Review | One hundred years of solitude
Mike Gonzalez •Gabriel García Márquez’s wonderful novel ‘One hundred years of solitude’, first published in 1967, has been translated into most of the world’s main languages, and sold millions of copies. But the writer always refused to allow it to be filmed… until now. On 11 December, Netflix broadcasted the first of sixteen episodes. The series was made in Colombia, with a Colombian cast and crew.
It begins with the expulsion of a community from a kind of Garden of Eden. Led by Jose Arcadio, the founder of the Buendía dynasty, they wander through the landscapes of Latin America until they create a new community, Macondo, the setting for all Marquez’s novels. Surrounded by tropical forests, high mountains, swamps and the boundless sea, there is no road out of Macondo. The galleon they find in the forest is the sign that others have already been there, that they are part of a world imagined by others, in this case the Spanish conquerors. Like all colonialists, the Spanish described what they found as empty space to be appropriated, just as the settlers of North America painted out the native American civilisations of the American West, Spain denied the existence of the great civilisations they found and subsequently destroyed. Then as now, they wrote the Histories (with a capital letter) of their conquests justifying their genocides as ‘just wars’ waged against barbarians.
History is written by the victors, and their victims are erased from the official narrative. The indigenous people are invisible, merged into the landscape. But they have their own narratives, their own shared memory conserved in the languages of the oppressed – in stories and legends, in myths, in songs and rituals that are impenetrable for their rulers. They were passed on through oral culture, transmitted from generation to generation but dismissed by the powerful as mere superstition. It is interesting how every example of indigenous resistance finds inspiration in the remembered struggles of the past – Inca Katari, Tupac Amaru, Caupolican, Geronimo.
Both histories are part of a single story, mirroring one another, Yet they operate in different times. Popular myth sees time as circular, like a serpent eating its own tail as Jose Arcadio puts it, whereas the official histories mark the stages of chronological progress. In Macondo it is always Monday and the struggles of the past repeat themselves. What Marquez called ‘magical realism’ is the coexistence of these two different histories; it is not magic in the sense of conjuring tricks (these are left to the Church in the novel) but myth and popular memory.
The history it reflects is real enough. The military coups led by ambitious generals, and the endless wars between Liberals and Conservatives have been the reality of Colombian history. As Jose Arcadio says, the only difference between the two factions of the ruling class was that they went to Mass at different times. Yet their conflicts shaped the history of Colombia and paralysed the country in a forty year period remembered only as ‘The Violence’.
Early in the story the wizard/magician Melquiades arrives with a circus. He teaches Jose Arcadio some of his knowledge and introduces him to ice, the first miracle in this secular society. But when someone accuses Melquiades of witchcraft, he shouts ‘no this is science’. Like so many changes Macondo receives the new, the modern ice, trains, magnets from outside. When Melquiades introduces Jose Arcadio to alchemy, the search for the philosopher’s stone that will transform base metal into gold, it becomes his lifelong obsession. But in the colonial world change is driven by external forces, who gouge minerals from the mountains, extract the black gold from under the earth, poison the rivers and the biosphere. The solitude of the title is the exclusion from history, and the lack of control over their own destiny. When the fortune teller warns Ursula, Jose Arcadio’s long suffering wife, that her last child will be born with a pig’s tail it is the curse of colonialism. Spain constructed its utopia, its Eldorado, by destroying the world it found; but in the popular imagination there are other utopias once they are liberated from oppression and exploitation.
In his acceptance speech for the Nobel Prize for Literature, Garcia Marquez said
Faced with this awesome reality we, the inventors of tales, who will believe anything, feel entitled to believe that it is not yet too late to engage in the creation of the opposite utopia. A new and sweeping utopia of life, where no-one will be able to decide for others how they die, where love will prove true and happiness be possible, and where the peoples condemned to one hundred years of solitude will have, at last and forever, a second opportunity on earth.
2 comments
This does not the Netflix series at all. It is just a review of the novel. Or am I missing something
A wonderful novel and a lovely review Mike.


**WHAT TO WORK ON:** Beginning with the line containing "Locate an element on the screen. The" and ending at the last line of the records, transcribe each line exactly. Do not include pictures.

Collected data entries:
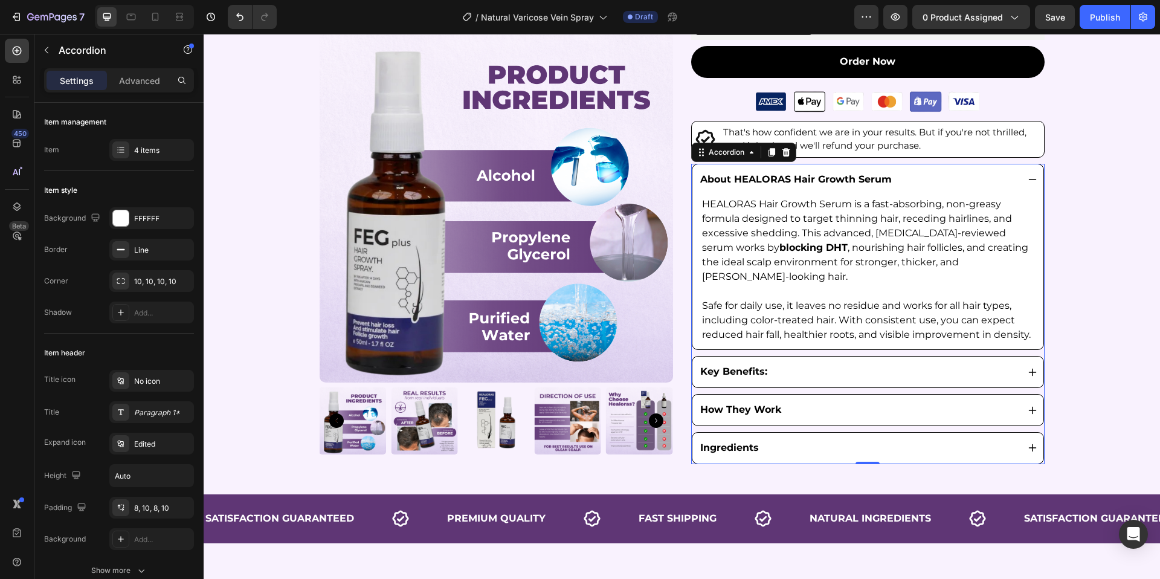 This screenshot has width=1160, height=579. What do you see at coordinates (252, 17) in the screenshot?
I see `div: Undo/Redo` at bounding box center [252, 17].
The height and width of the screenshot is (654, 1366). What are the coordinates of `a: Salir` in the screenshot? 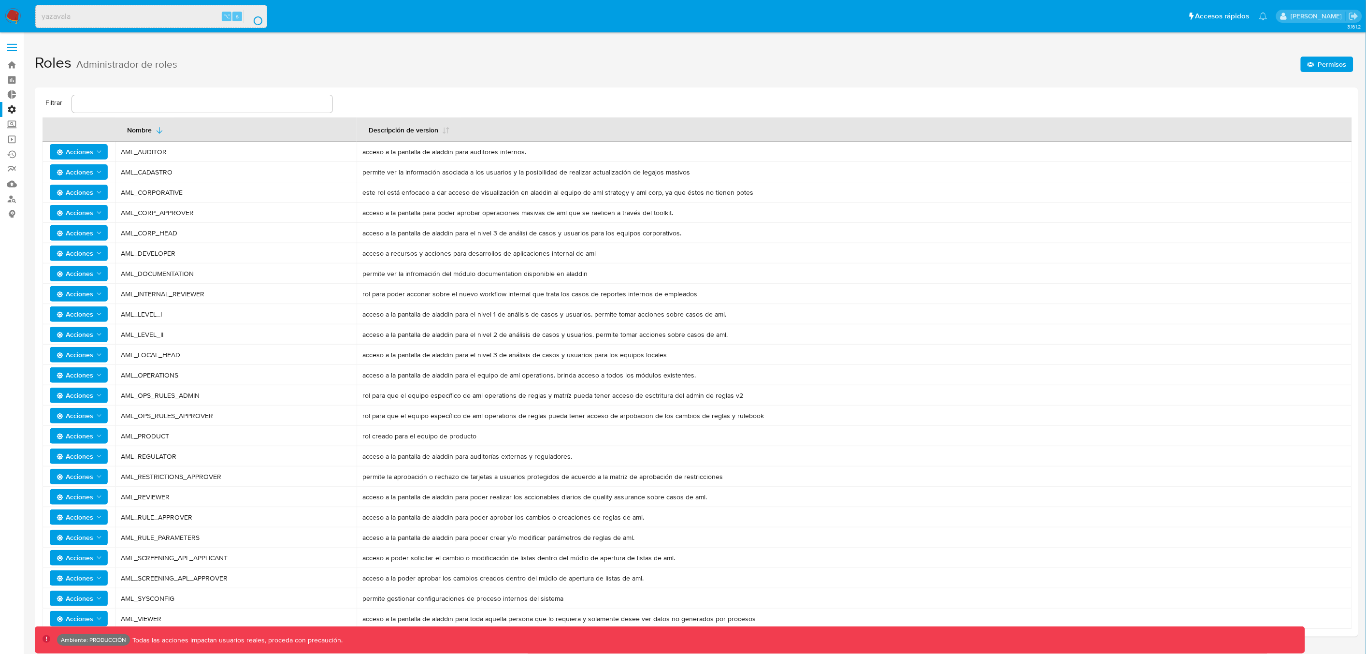 It's located at (1353, 16).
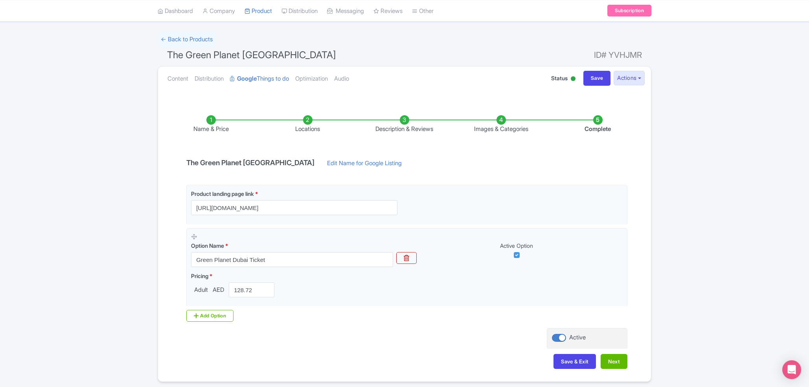  I want to click on div: Open Intercom Messenger, so click(792, 370).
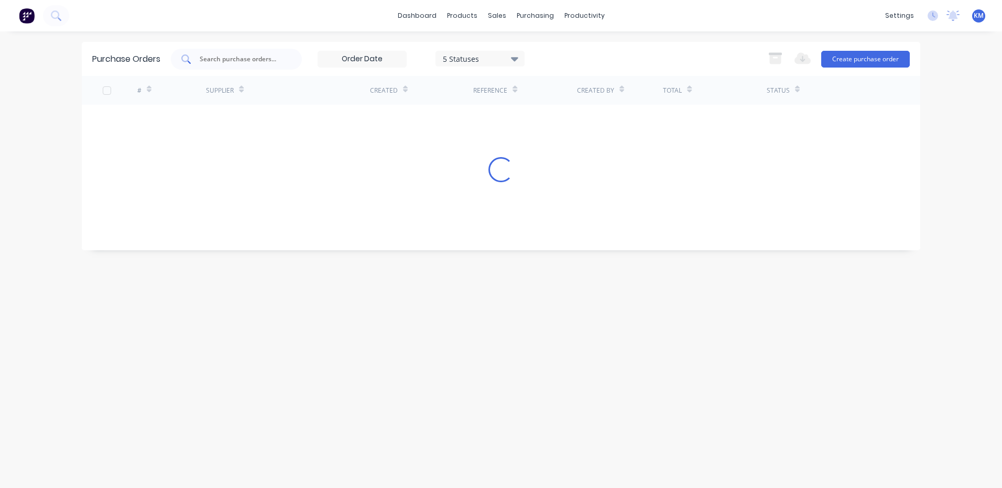  I want to click on a: dashboard, so click(417, 16).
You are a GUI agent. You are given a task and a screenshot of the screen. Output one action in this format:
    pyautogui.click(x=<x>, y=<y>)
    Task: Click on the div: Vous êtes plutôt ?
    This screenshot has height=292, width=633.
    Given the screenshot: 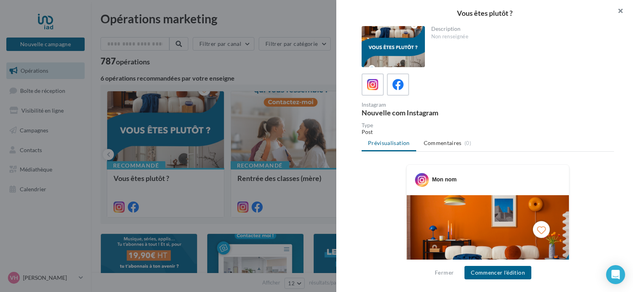 What is the action you would take?
    pyautogui.click(x=485, y=13)
    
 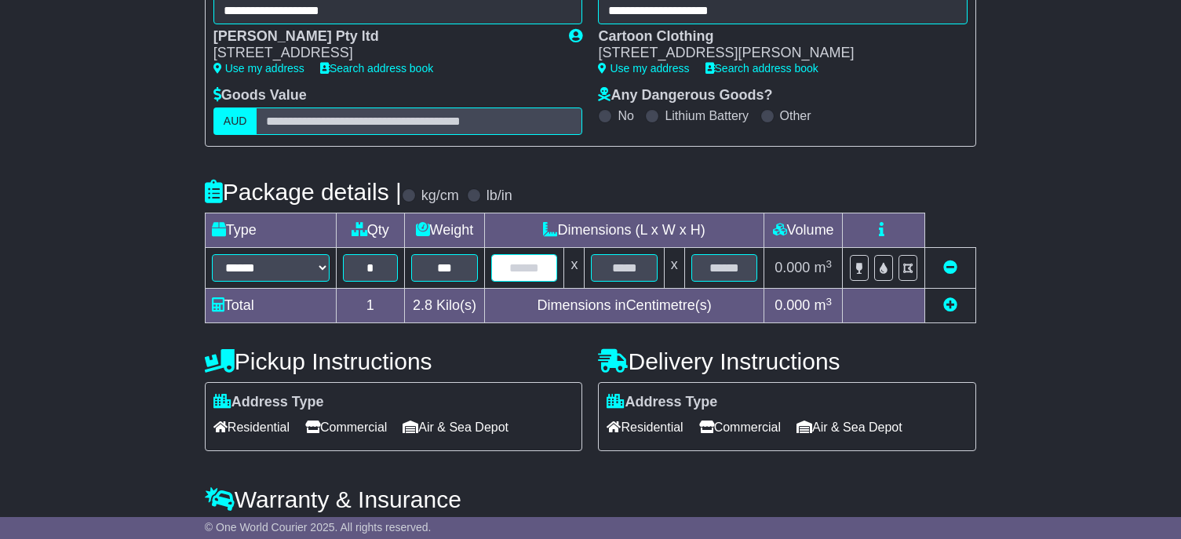 I want to click on h4: Warranty & Insurance, so click(x=590, y=499).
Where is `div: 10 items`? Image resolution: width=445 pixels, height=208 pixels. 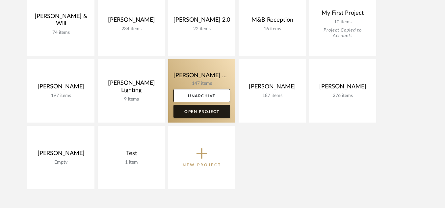 div: 10 items is located at coordinates (343, 22).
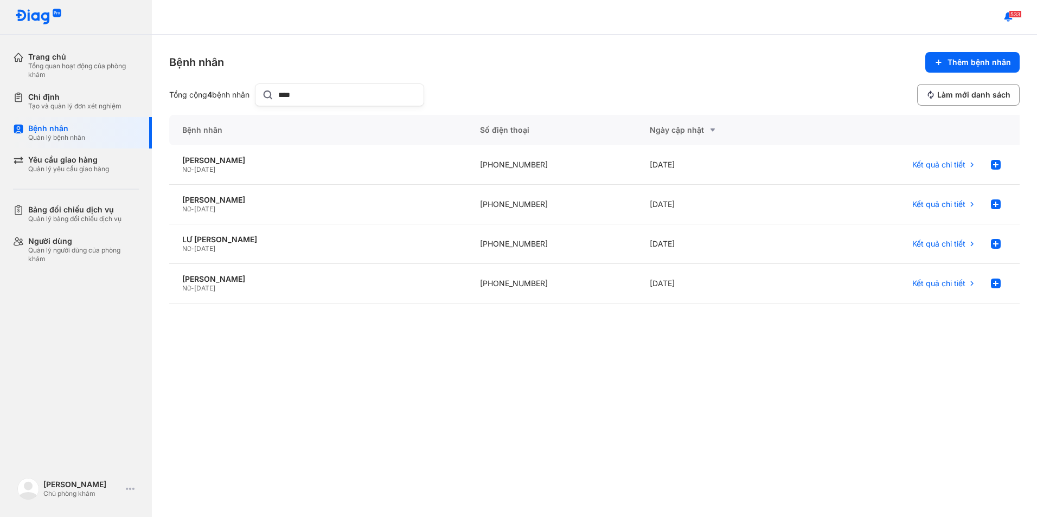 This screenshot has height=517, width=1037. I want to click on div: Yêu cầu giao hàng, so click(68, 160).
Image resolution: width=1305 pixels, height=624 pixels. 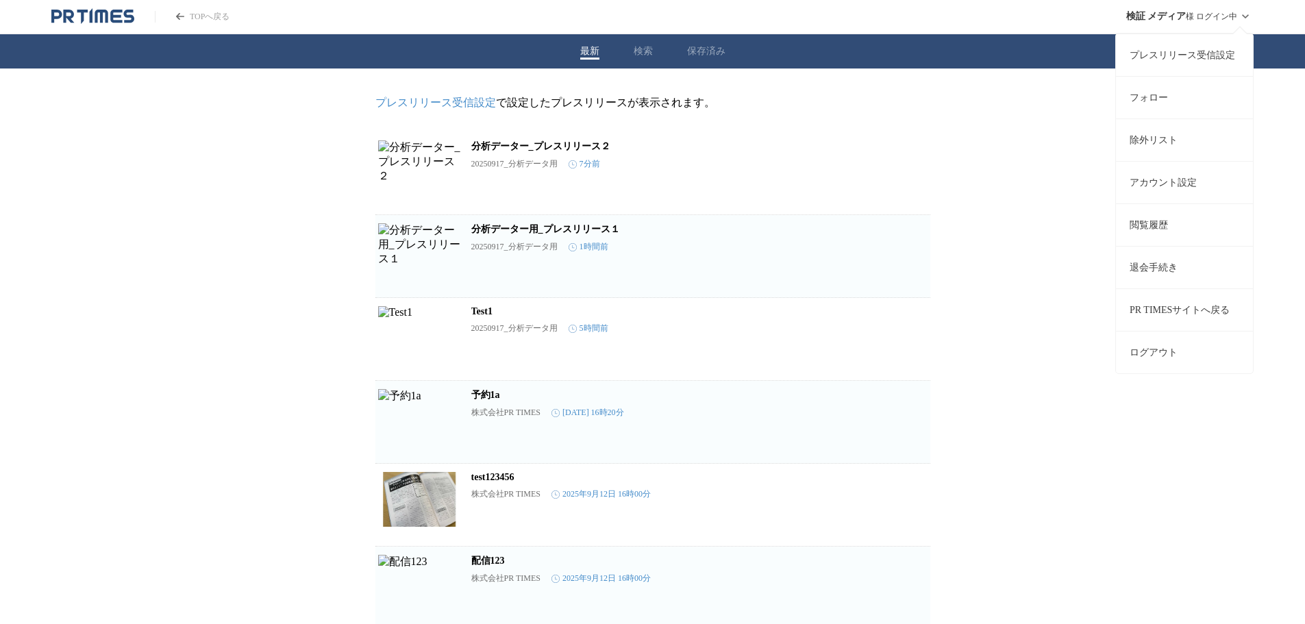 What do you see at coordinates (419, 168) in the screenshot?
I see `img: 分析データー_プレスリリース２` at bounding box center [419, 168].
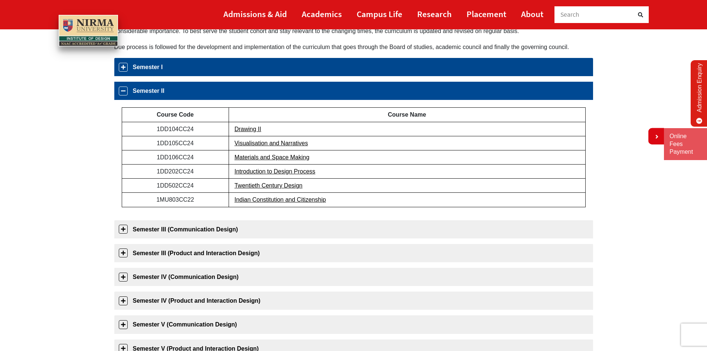 Image resolution: width=707 pixels, height=351 pixels. Describe the element at coordinates (272, 157) in the screenshot. I see `a: Materials and Space Making` at that location.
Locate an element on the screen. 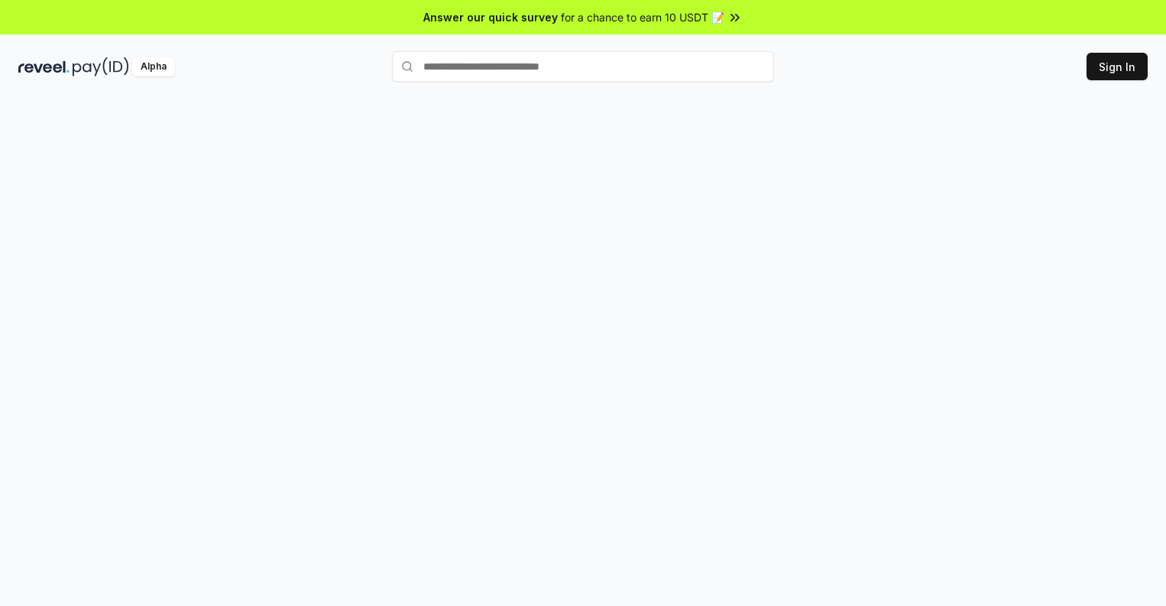 This screenshot has height=606, width=1166. button: Sign In is located at coordinates (1117, 66).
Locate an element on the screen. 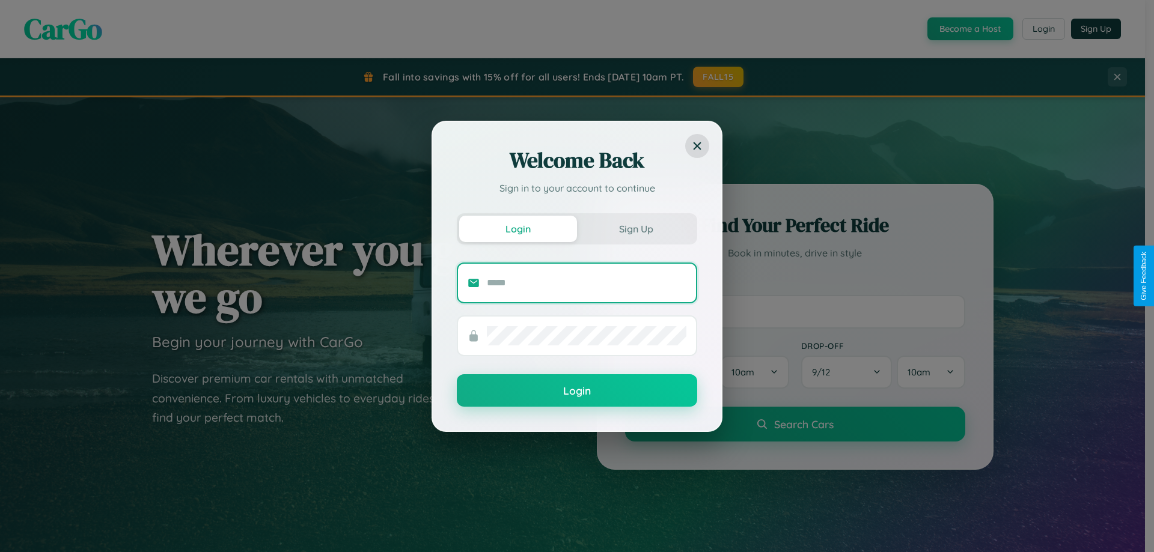 This screenshot has height=552, width=1154. div: Give Feedback is located at coordinates (1144, 276).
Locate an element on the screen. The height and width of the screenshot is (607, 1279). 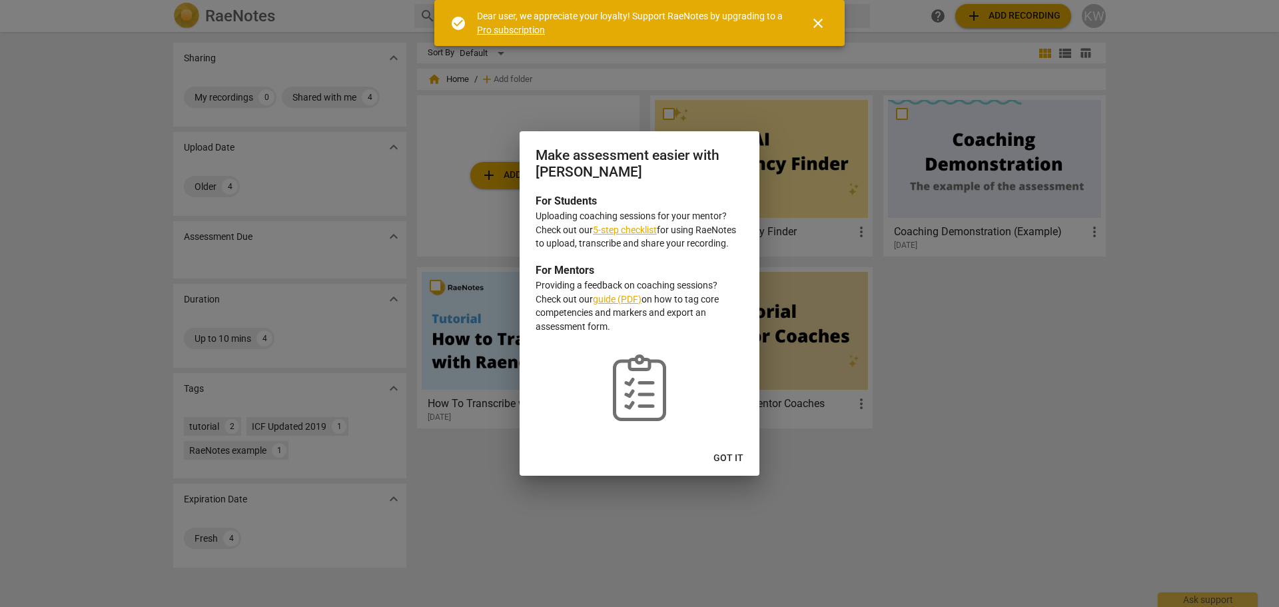
span: close is located at coordinates (818, 23).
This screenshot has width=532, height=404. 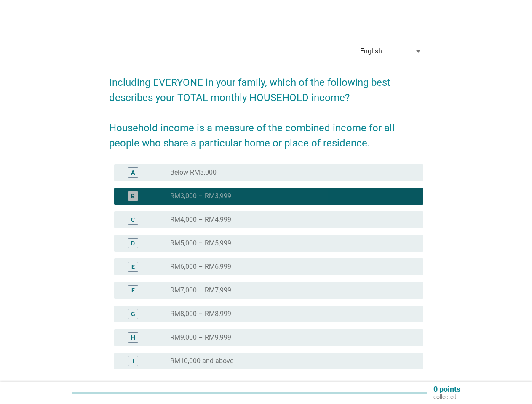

**TASK RESULT:**
Locate an element on the screen. The height and width of the screenshot is (607, 1279). 
span: close is located at coordinates (818, 23).
This screenshot has width=532, height=404. 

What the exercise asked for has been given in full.